Evergreen Cemetery PDF Print E-mail
Written by Keith Rhoades   
Sunday, 25 February 2007

I know that this probably seems like a very odd and macabre “Trip of the Week”.  But with my love of history and social justice both areas could be fulfilled with a trip to this cemetery.   Evergreen Cemetery is the oldest cemetery in the City of Los Angeles.

Evergreen Cemetery was founded and developed by a private development company after many months of disagreement by the City Council. The argument was whether a private company had the right to engage in the business of Burials. After all the controversy had settled, the City Council agreed and allowed the private development company to engage in the business of Burials and to create a cemetery. Thus on August 23, 1877, Evergreen Cemetery was established.


Within the cemetery, you will find an ethnicity that is as colorful as any that can be found. From pioneering Families such as the Hollenbecks, the Workmans, the Lankershims and the Van Nuyses, to such notable individuals as Eddie "Rochester" Anderson (Jack Benny Program), Matthew "Stymie" Beard, Jr. (Little Rascals), Los Angeles Councilman Gilbert W. Lindsay, to families that bear Armenian, Asian, Black, Anglo and Hispanic surnames. In addition are the first librarian of Los Angeles, Banning, the first African American Aviator, and “Biddy” Mason, a former slave who was the first African American woman to own land in Los Angeles.
This wonderful diversity of people who have helped in the raising of this great city, are laid to rest among the Pines and the Palms, the Willow and the Wisteria, all in the City that is Los Angeles. Some of the ethnic groups to have burials within our Cemetery were the early Russian-Armenians who settled in Los Angeles just after World War I. They brought with them the tradition of pictures on the grave markers, which is just one of the many different ways cultures contribute in some fashion or form to our society, eventually bringing us all closer together in a World not so far apart.


In another part of Evergreen Cemetery is the final resting place for many Nisei-Second Generation Japanese Americans who died in the Pacific, in Italy during World War II, and the Korean Conflict. And among these valiant soldiers lie Sadao Munemori, the first Japanese American Soldier to receive the Congressional Medal of Honor.


In another section of the Cemetery, you will find a small set of graves in which are interred veterans of the Civil War. Sometimes just a name or a date, a rank or company division, or just a name and State, is all that provides a simple tribute to those who participated in the making of this Country.
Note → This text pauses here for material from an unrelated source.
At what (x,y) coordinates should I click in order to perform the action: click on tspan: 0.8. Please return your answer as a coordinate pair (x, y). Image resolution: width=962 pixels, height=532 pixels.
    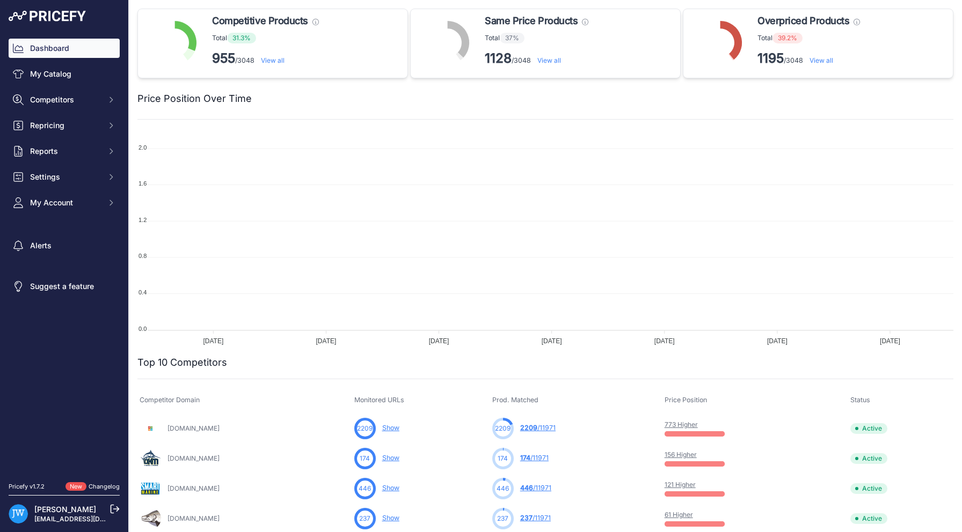
    Looking at the image, I should click on (142, 256).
On the Lorena Street side of the Cemetery, you will find an old Chinese Shrine built in 1888. This Shrine was used for the burning of clothes, paper money and incense for the purpose of insuring the decedent had plenty of these items in the next world. To this date, this custom is still practiced by many Chinese as part of the Funeral ritual.
The City of Los Angeles, through the efforts of the Chinese Historical Society have designated this Shrine a Historical Cultural Monument.


Yet still in another part of this Cemetery, you will find the Pacific Coast Showmen's Association and the Women's Auxiliary. This section was founded and dedicated by the Circus and Carnival troupe in 1922, for their members and spouses.


As you walk through the Park, you are walking through Culture and Tradition. You are walking among Men and Women who have built our City. Truly, this is a treasured capsule of time. Thank you for visiting with us! We sincerely hope this has been a small inspiration for you and we hope you will visit us again!


As interesting as all of this rich diversity and history is, my main reason for visiting this cemetery was because it is Los Angeles’ Potters Grave… the final resting place for the city's lost and forgotten. It's a small graveyard of mostly unmarked plots. There are no headstones here and few visitors. Buried here are peple who have no known next of kin or whose next of kin cannot or will not make funeral arrangment for them.  Among them are newborns, elderly, immigrants,  homeless, and even some John and Jane Does, bodies that were never identified.
In speaking with the caretaker, anywhere between 1600 and 2000 unknown, poor, or homeless people are cremated each year and stored at the cemetery in urns for four years.  They are held for four years in case someone wants to claim their ashes.  After four years, all the people cremated that year are buried in a mass grave in December.  Each urn contains a plastic bag of ashes and the only individual item included in this mass burial is a tag marked with an identification number assigned to the body.

After the ashes are buried a small plaque with the “year” is placed on top of the mass burial grave.  Thousands of dead men and women are marked only by small plaques displaying the year they died.
I couldn’t help but leave the cemetery feeling haunted.  Haunted knowing that literally 1000’s of souls are buried there each year.  Each one an individual that was at one time a  child, perhaps a family, he/she had hopes and dreams and in the end ended up lost and nameless in death.